My mother pouted for as long as she thought she could get away with it, then said, “Well, there is something you could do. There’s that Woodbridge Country Club acceptance list I’d like for us to be on. You couldn’t do that... I know it wouldn’t be right, but... could you?”

“Hey, No problemo!” says Jesus, seeing he can get out of this one easier than he thought. “Ordinarily I can’t,” he said, “But this is special. Let’s see what I can do.”

And with his long fingers of cold fire, he grabs our admission denial from a mailbag pile and switches it for a golden one of acceptance. My mother smiles.

So, next Friday, then, out on the country club green wearing lemon Alpacca, apple, and tangerine, Halstead and two Poo Bahs stood checking their watches. Annoyed, they waited for my father. For Glady, watching from the Dina Shore room, panic comes quickly. These men, bankers, lawyers, they’re too important to stand up. She’d already phoned home — no answer. So she hopped in her car and drove, ran inside, smelled potato air. She cursed hearing Benny’s snores. Opening, then slamming doors, she finds Joe asleep in his recliner. Blue TV light illuminates his open mouth and crossed hands on his stomach. The way his eyelids twitch you’d never know the bug in his gut was now at rest. He was dreaming, but not as Glady would have it, of money, connections, Cadillacs, or Gold. But, as always, he was wandering, lost, back in the Great Depression years five years old, when his real father died. Small, helpless, scared, he trembled knowing what was coming. He’d been back here countless times, maybe every night. He knew, a violent man, drunk, red with anger, would slither into the bed beside his mother and him. He knew the man would shake his mother who was pretending to sleep. He could see clearly the man’s back, his hideous white skin with its purple eruptions and countless black hairs as the body writhed against his mother who continued to lie motionless. There would come soon enough the yelling, the pushing, then the hitting which always seemed so misplaced in the soft bed.

And, as always, he prayed for Benny to arrive — to run into the room. Brave, valiant Benny. And sometimes he’d hope for Benny’s sake that his big brother would not come, for Brownie was too big, too mean, and it was too horrible to hear Benny’s cries again. Those times, little St Joe would move to help his mother. He’d try, but he was too small, too scared, so small that all Brownie need do was laugh.
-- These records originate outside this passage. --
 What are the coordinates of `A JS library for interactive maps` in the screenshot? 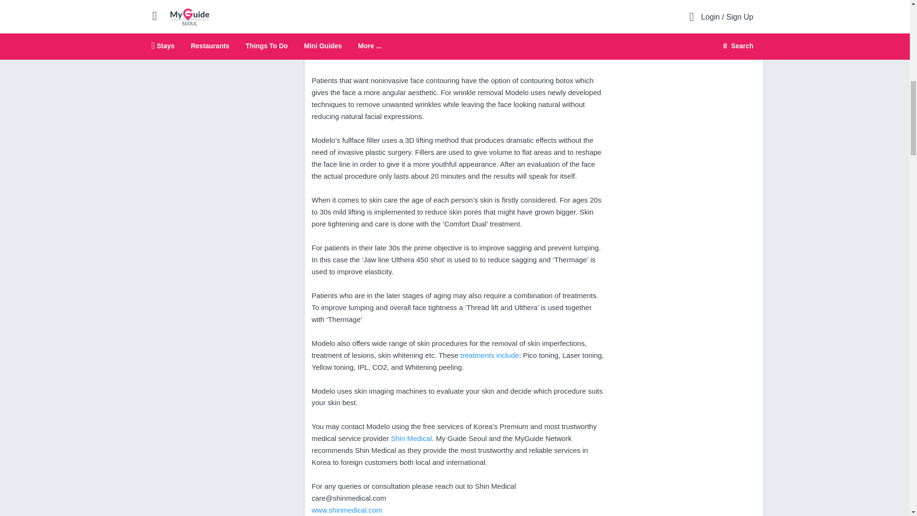 It's located at (745, 16).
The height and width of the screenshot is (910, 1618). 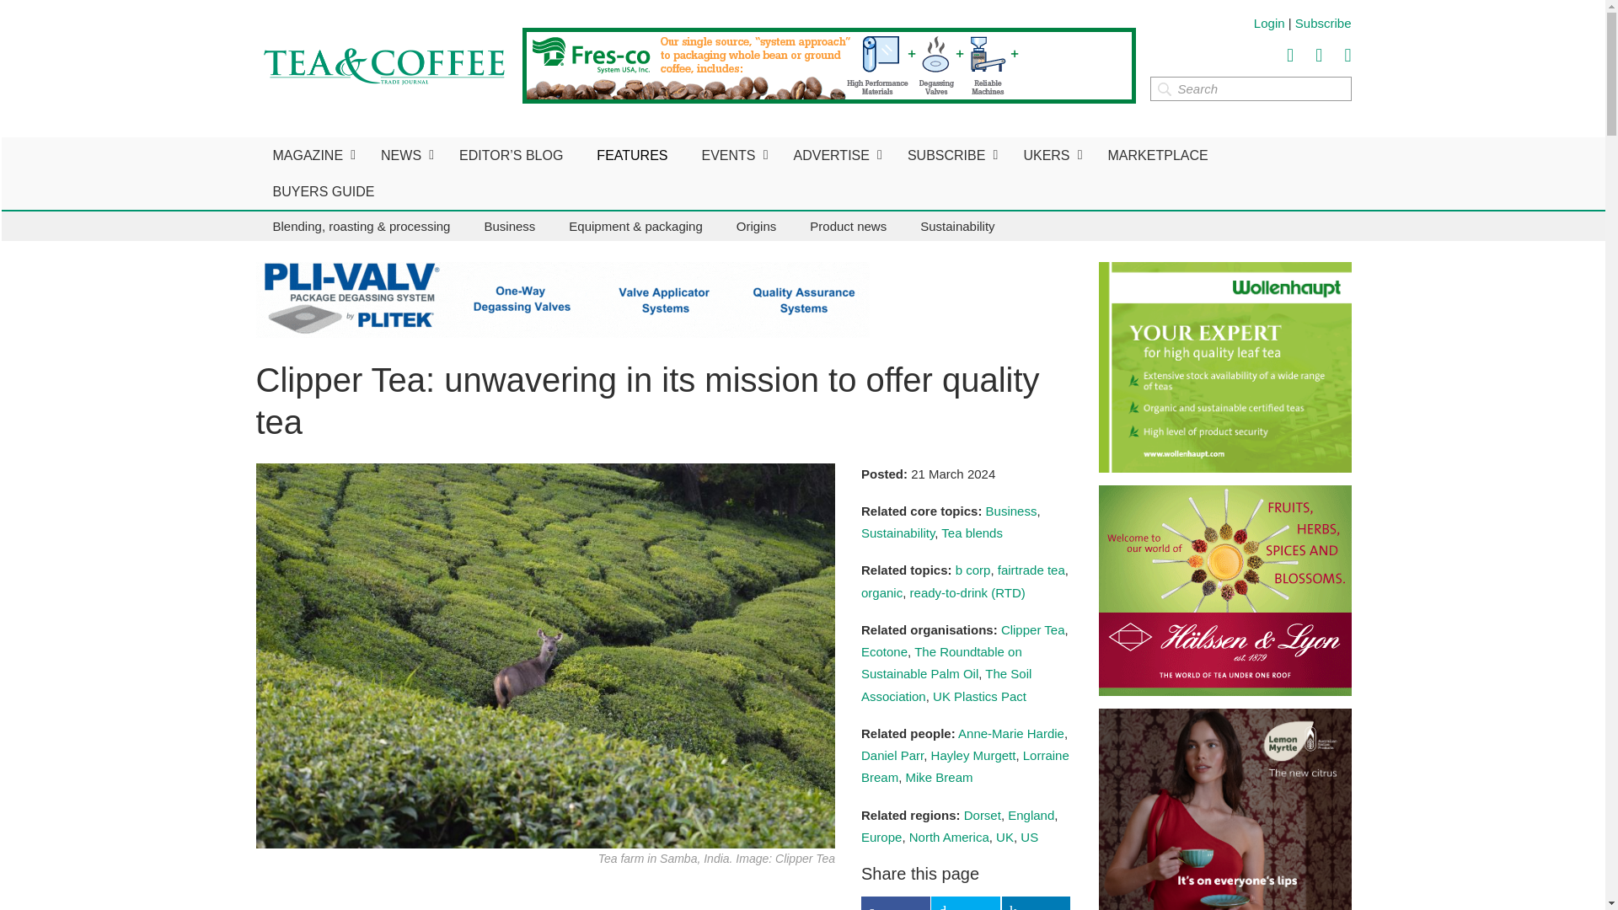 What do you see at coordinates (833, 155) in the screenshot?
I see `ADVERTISE` at bounding box center [833, 155].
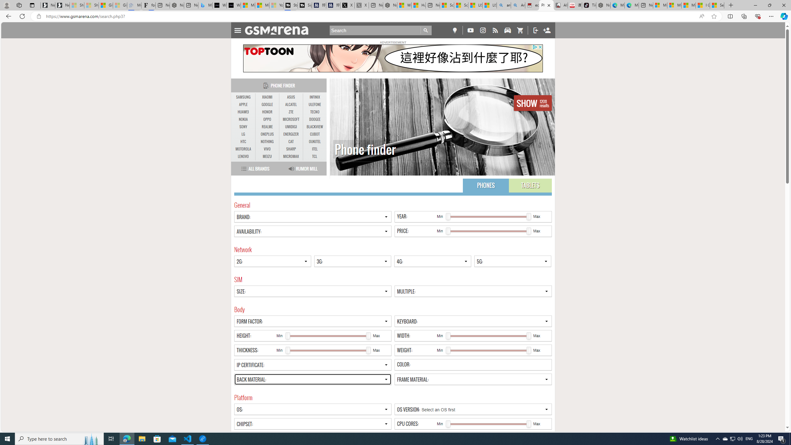 Image resolution: width=791 pixels, height=445 pixels. Describe the element at coordinates (518, 5) in the screenshot. I see `Amazon Echo Dot PNG - Search Images` at that location.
But this time it was different. Now, with twitching eyes, wild from terror dreams as terror’s child, my father was, once again, in the bed where Brownie leaned out to hold Benny off the ground, hold him by his neck. This time though, my father had a sharpened pencil in his hand. Oh, but his strength and resolve were fading. His arms were weak. He tried so hard to jab at Brownie’s eye, but before he could swing his lifeless arm, Oh Christ Jesus, Brownie had maneuvered his fat body to hold down Benny and his mother with his chest and chin. Both of Brownie’s hands were free now and as he turned to grab my father, Brownie hissed, “You little piss ant! I’ll kill you, now! I’ll take that pencil and shove it up between your legs!”

My father would have screamed, but his voice wouldn’t come. He wanted so much to wake up, to get away, and the shaking would not stop. Glady shook him. Confused, he still pushed and kicked. He found a voice that was nearly his, only his tongue and mouth were dry. He almost knew where he was, in a room, across which, Benny shivered under the Cobalt Blue Alpacca Golf Sweater with which St Joe had earlier covered his big brother.

Abruptly, drenched in sweat, St Joe was awake. Something was wrong. Something he heard, felt. He looked at Glady almost as if she had been in the dream with him. Then they both heard the choking sound and immediately afterward, the stillness of death. In the blue TV light, they saw Jesus rising off the couch with Benny’s little soul shimmering in his arms. Glady sobbed covering her mouth with her hands. My father, shaking silently, walked the few steps to the small empty body and sat stroking Benny’s soft skull. Through death, my father was truly St Joe, and for a moment, understood all. Then, as quickly, he forgot, and was my father again.